If you're paying attention.
Saturday had such a moment. The sun sparkling on the water, the wind gentle but with a hint of the storm which had passed us by the day before. Four people, savoring the meal, savoring the moment.
When the swans came into view, just off the deck surrounding the restaurant, I held my breath and thought to myself, "This I shall remember."
And remember I will. Another gift to be taken out some day in the future and savored.
Memory can be both a blessing and a curse.
May your memories always be the former.
Excellent pastiche, Sarge!
ReplyDeleteA New York strip steak and mash in "The Dock", Naples...just about to take a big juicy cut when what do I hear being called across the noisy bar, but my own name! You fly 4000 miles to get away from it all and in walks a buddy from work!
The view was not unlike your picture of The Wharf. Love those places. Something about that setting.
Thanks HD.
DeleteNothing like the salt air and a great view to give one an appetite.
Speaking of local establishments that have fallen on hard times, it looks like the Old Grist Mill will be back in action soon...
ReplyDeleteThat is excellent news! I have a number of fond memories of that place.
DeleteLove this post; Savor those moments, and pull them up to brighten the darker times.

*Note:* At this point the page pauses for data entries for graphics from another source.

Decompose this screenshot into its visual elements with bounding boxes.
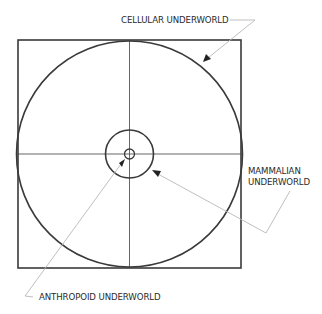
mammalian-underworld-label-line2: UNDERWORLD: [248, 177, 310, 188]
mammalian-arrowhead-icon: [152, 170, 161, 177]
cellular-underworld-label: CELLULAR UNDERWORLD: [121, 15, 229, 26]
anthropoid-underworld-label: ANTHROPOID UNDERWORLD: [39, 292, 161, 303]
mammalian-underworld-label-line1: MAMMALIAN: [248, 166, 301, 177]
anthropoid-leader-line: [25, 164, 121, 297]
underworld-diagram: [0, 0, 322, 314]
cellular-arrowhead-icon: [203, 54, 211, 62]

ReplyDeleteThanks Mary. Better to light one candle!
Delete"...many of whom should have not gone into the restaurant business..."
ReplyDeleteThose would be the ones who see dollar signs, not realizing that it is their money being sucked into a black hole because they knew not what they were doing.
Sounds like you know the type Skip.
DeleteA very nice post. The memories keyed to smell are some of the most transportive memories I have. There are only a few but when you get them it is like being there in that moment long ago.
ReplyDeleteExactly. That is exactly what it's like.
DeleteThanks Cap'n!
There are things, little things, which will bring a flash of memory.
ReplyDeleteIt's music that does it most often for me. These days that includes mostly wistful reminisces about Paradise Lost, unfortunately. But I SO hear ya!
Another great place on the water in yer neighborhood is the O Club at the Newport Naval Complex. I've knocked back a few on the deck there in the company of SN2 and family. Thanks for firing off those synapses.
Post a picture if you have them. I thought about taking Ann there 2 weeks ago when we stopped in Newport on our way to Maine but I couldn't believe the Topsider was still there and the admiral's and captain's club was never my haunt....unless I was sailing Mercuries, Rhodes and Shields and we would stop in at the bar in minor sailing attire and dare them to serve us. I think it was the last closed mess I ever went to. A closed mess sounds antediluvian but it was once the nature of the place. One had to be a member. Shades of the military before the second Great War.
DeleteBuck - I have been to the O-Club in Newport and the view there is superb. My company used to have functions there. That might still do, we just don't attend anymore. The wife declared them boring (which they are) and said I always drank too much (which I did).
DeleteStill and all, a very nice venue.
Cap'n - A closed mess? Wow, that is antediluvian.
DeleteSounds very "Newport," if you catch my drift.
@ Curtis: No photos, alas. My visits to Newport were in the pre-digital photography age and I didn't lug the old (film) SLR around with me everywhere I went.
DeleteThe 1st MAW on the other side of the runway from us at DaNang had a closed Mess. Class A uniform only. Marine pilots, er. "aviators" either had to change out of flt suits or come over to our side to eat/drink at the DOOM Club. (DaNang Officers Open Mess) They also were not 24/hr operation so we would get grunts in from the field at 0230 in full battle rattle with the stench of the swamps, dust & heat, waiting, drinking, eating until the Marines opened up next am so they could shower and change for R&R flights.
ReplyDeleteGeez, sounds like they took care of their REMFs pretty well. The guys carrying the load? Not so much.